To achieve 1000x efficiency, Unconventional AI is abandoning the digital abstraction (bits representing numbers) that has defined computing for 80 years. Instead, they are co-designing hardware and algorithms where the physics of the substrate itself defines the neural network, much like a biological brain.

EnCharge AI's analog compute design is so efficient that it doesn't need cutting-edge fabrication nodes to achieve significant performance gains. By using older, more accessible 16nm and 12nm processes, the company can avoid the intense competition and supply constraints for TSMC's most advanced nodes.

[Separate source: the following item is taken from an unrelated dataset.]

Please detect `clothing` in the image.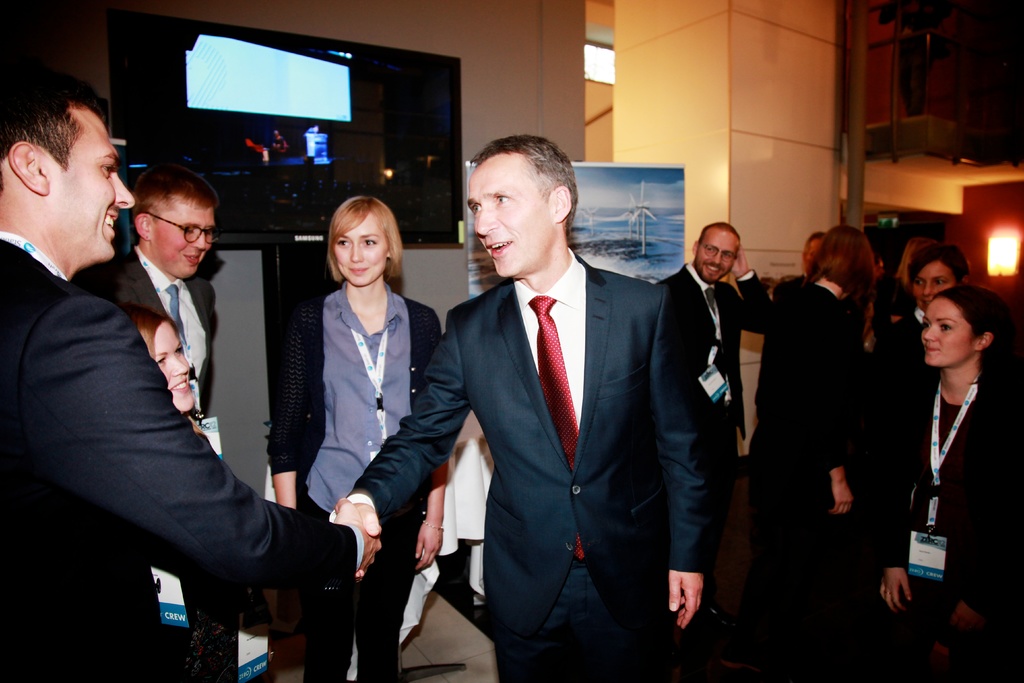
box(2, 233, 364, 682).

Digital computing, the standard for 80 years, is too power-hungry for scalable AI. Unconventional AI's Naveen Rao is betting on analog computing, which uses physics to perform calculations, as a more energy-efficient substrate for the unique demands of intelligent, stochastic workloads.

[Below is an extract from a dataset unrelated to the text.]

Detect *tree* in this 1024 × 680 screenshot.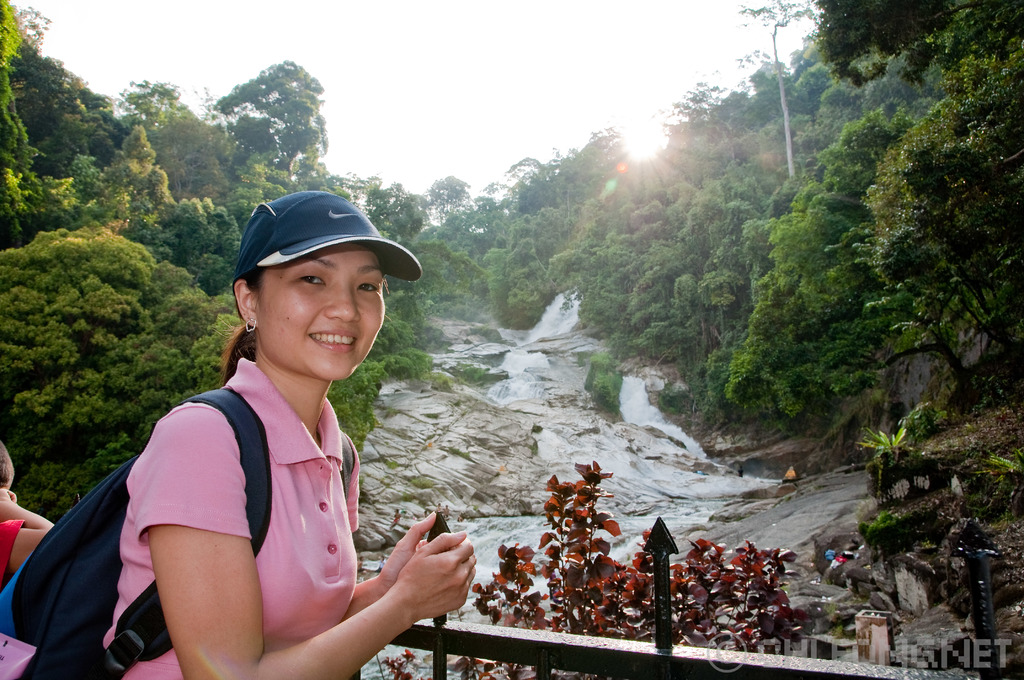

AI chip startup Talos takes a contrarian approach by casting models "straight into silicon," creating inflexible, model-specific hardware. This trades flexibility for massive gains in speed and cost, betting that frontier models will remain stable for periods of 3-12 months, making the "cartridge-swap" model economically viable.

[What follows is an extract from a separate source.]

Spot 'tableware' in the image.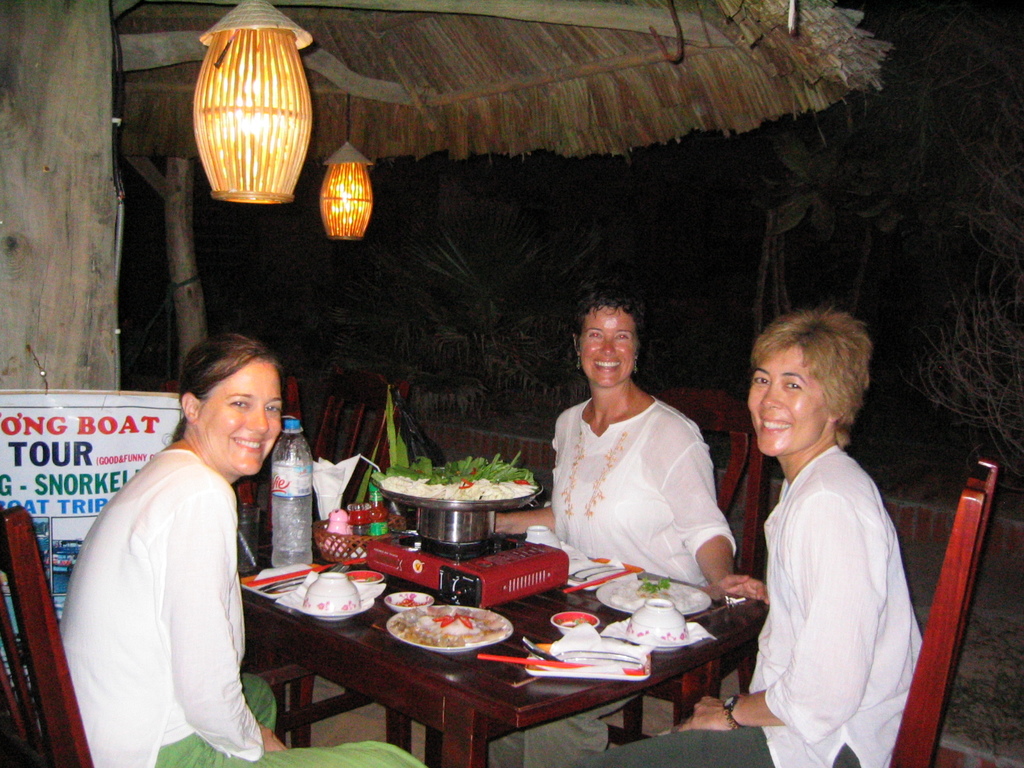
'tableware' found at bbox(272, 563, 387, 618).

We are building AI, a fundamentally stochastic and fuzzy system, on top of highly precise and deterministic digital computers. Unconventional AI founder Naveen Rao argues this is a profound mismatch. The goal is to build a new computing substrate—analog circuits—that is isomorphic to the nature of intelligence itself.

EnCharge AI's innovation was to reframe in-memory analog compute not as a scaled-up memory problem, but as a high-precision analog design problem. They borrowed techniques from medical and aerospace circuits to overcome noise and enable massive efficiency gains.

Borrowing a term from Formula One, Chris Fregly argues that AI engineers must develop a deep, symbiotic understanding of the full hardware-software stack. Rather than just staying at the Python level, true optimizers must co-design algorithms, software, and hardware, just as a champion driver understands how to build their car.

Instead of competing on speed and energy alone, Normal Computing is designing ASICs that introduce noise as a third optimization vector. These chips are ideal for probabilistic workloads like diffusion models, which are inherently noisy and approximate, mapping the software's physics to the hardware's.

Biological intelligence has no OS or APIs; the physics of the brain *is* the computation. Unconventional AI's CEO Naveen Rao argues that current AI is inefficient because it runs on layers of abstraction. The future is hardware where intelligence is an emergent property of the system's physics.